The collegiate spirit had one interesting effect: the people working within the Film Board form a team, and this entire team is invited to the rushes whenever one of its members is shooting a film. They give advice, critique, or conversely, are asked for advice, are encouraged. In other words, something exists there that can hardly be found anywhere else: complete creative freedom. Everyone collaborates on a shared work, they critique one another, argue, and so on – but it’s enormous. All of this would be theoretical and worthless if there were no results.

It must be said, all that we have done in France in the area of cinéma vérité comes from the National Film Board. It is Brault who brought a new technique of filming that we had not known and that we copied ever since. In fact, truly, there is a “brauchitis” spreading, it is certain. Even the people who consider that Brault is a nuisance, or were jealous, are forced to recognize it.

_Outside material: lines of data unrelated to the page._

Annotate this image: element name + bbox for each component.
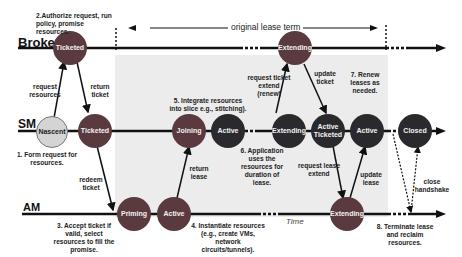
- arrow-label-update-ticket: update ticket: [312, 70, 338, 86]
- arrow-label-close-handshake: close handshake: [414, 178, 450, 194]
- node-sm-extending: Extending: [272, 114, 306, 148]
- node-sm-active-2: Active: [350, 114, 384, 148]
- node-sm-active-ticketed: Active Ticketed: [311, 114, 345, 148]
- annotation-step-4: 4. Instantiate resources (e.g., create V…: [190, 222, 266, 254]
- arrow-label-return-lease: return lease: [186, 165, 212, 181]
- node-am-priming: Priming: [117, 197, 151, 231]
- node-sm-active: Active: [211, 114, 245, 148]
- annotation-step-5: 5. Integrate resources into slice e.g., …: [168, 97, 248, 113]
- arrow-label-request-lease-extend: request lease extend: [296, 162, 342, 178]
- node-sm-nascent: Nascent: [36, 116, 68, 148]
- node-sm-closed: Closed: [398, 114, 432, 148]
- annotation-step-3: 3. Accept ticket if valid, select resour…: [50, 222, 118, 254]
- arrow-label-redeem-ticket: redeem ticket: [78, 176, 104, 192]
- annotation-step-7: 7. Renew leases as needed.: [350, 71, 380, 95]
- node-am-extending: Extending: [330, 197, 364, 231]
- node-sm-joining: Joining: [172, 114, 206, 148]
- annotation-step-1: 1. Form request for resources.: [16, 151, 78, 167]
- arrow-label-request-ticket-extend: request ticket extend (renew): [246, 74, 292, 98]
- lane-label-sm: SM: [18, 117, 36, 131]
- node-broker-extending: Extending: [278, 31, 312, 65]
- annotation-step-2: 2.Authorize request, run policy, promise…: [36, 12, 116, 36]
- node-sm-ticketed: Ticketed: [78, 114, 112, 148]
- node-broker-ticketed: Ticketed: [53, 31, 87, 65]
- lane-label-am: AM: [23, 201, 40, 213]
- arrow-label-update-lease: update lease: [358, 171, 384, 187]
- annotation-step-6: 6. Application uses the resources for du…: [237, 147, 287, 187]
- arrow-label-return-ticket: return ticket: [86, 83, 114, 99]
- node-am-active: Active: [157, 197, 191, 231]
- annotation-step-8: 8. Terminate lease and reclaim resources…: [370, 223, 440, 247]
- arrow-label-request-resources: request resources: [28, 83, 62, 99]
- time-axis-label: Time: [286, 217, 304, 226]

THE FIRST COLLECTIVE FILM of the Film Board where everyone was stimulated [was] Days Before Christmas (Bientôt Noël). That was when they first attempted direct synchronized sound, in the street, anywhere. Wolf Koenig was at that time working alongside a group of fellows named Michel Brault, Georges Dufaux, Claude Jutra. Tom Daly, head of one of the English-language teams, ran the rushes. No one arrived more than five minutes late, sometimes up to an hour before the screening. It was then that Brault presented one of the most extraordinary shots anyone had seen: a tracking shot starting from a bank vault being closed, following a detective’s gun as he escorts the money all the way to the armored car where it is deposited. Upon seeing this shot, people fell off their chairs, saying: “That’s what we need to do.” This was truly a revolution at the Film Board. Everyone said: “We want to do the same thing.” They started walking with a camera, whereas until then, no one dared shoot without putting the camera on a tripod, no one dared expose metres and metres of film without having an established shooting plan. They employed the Cartier-Bresson method – that is, the hunt for images. This dates from 58–59.

A very interesting phenomenon occurred: the English-language crews … lost interest in this approach. The French team, however, threw itself into it wholeheartedly.

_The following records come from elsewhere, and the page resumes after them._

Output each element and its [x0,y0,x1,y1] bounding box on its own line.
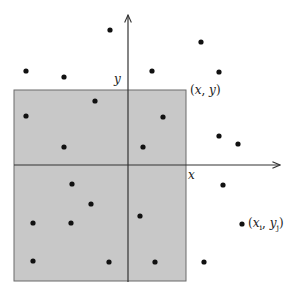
data-point [235,141,240,146]
data-point [88,201,93,206]
data-point [23,68,28,73]
data-point [140,144,145,149]
data-point [106,259,111,264]
cumulative-region-diagram [0,0,302,295]
data-point [92,98,97,103]
data-point [201,259,206,264]
data-point [152,259,157,264]
data-point [23,113,28,118]
data-point [239,221,244,226]
sample-point-label: (xi, yj) [248,216,284,232]
corner-point-label: (x, y) [190,83,221,97]
data-point [137,213,142,218]
data-point [61,74,66,79]
y-axis-label: y [114,72,121,86]
data-point [30,258,35,263]
data-point [220,182,225,187]
data-point [216,133,221,138]
data-point [30,220,35,225]
x-axis-label: x [188,168,195,182]
data-point [160,114,165,119]
data-point [69,181,74,186]
data-point [198,39,203,44]
shaded-region [14,90,186,281]
data-point [107,27,112,32]
data-point [61,144,66,149]
data-point [216,69,221,74]
data-point [149,68,154,73]
data-point [68,220,73,225]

WHEN I MET BRAULT for the first time, it was at a Flaherty seminar in 1958, in Santa Margarita, California. I had seen Les Raquetteurs, I had seen Bientôt Noël, Brault had seen Moi un Noir which I presented there. We got along well, and I decided to invite him to France to shoot Chronique d’un été. He arrived here and turned everything upside down. The first shot we filmed with him was the shot in the Place de la Concorde – Marceline’s shot. When we watched her walk alongside him, with the camera twenty centimetres away, I said to myself: “What is this going to give us?” – and it was there that we all learned this method of walking with a mobile camera, with a very wide-angle lens. Brault then worked with Ruspoli, in Lozère – not without stirring a certain jealousy among French cameramen, which is normal – and then Pierre Lhomme took up these techniques, adapted them.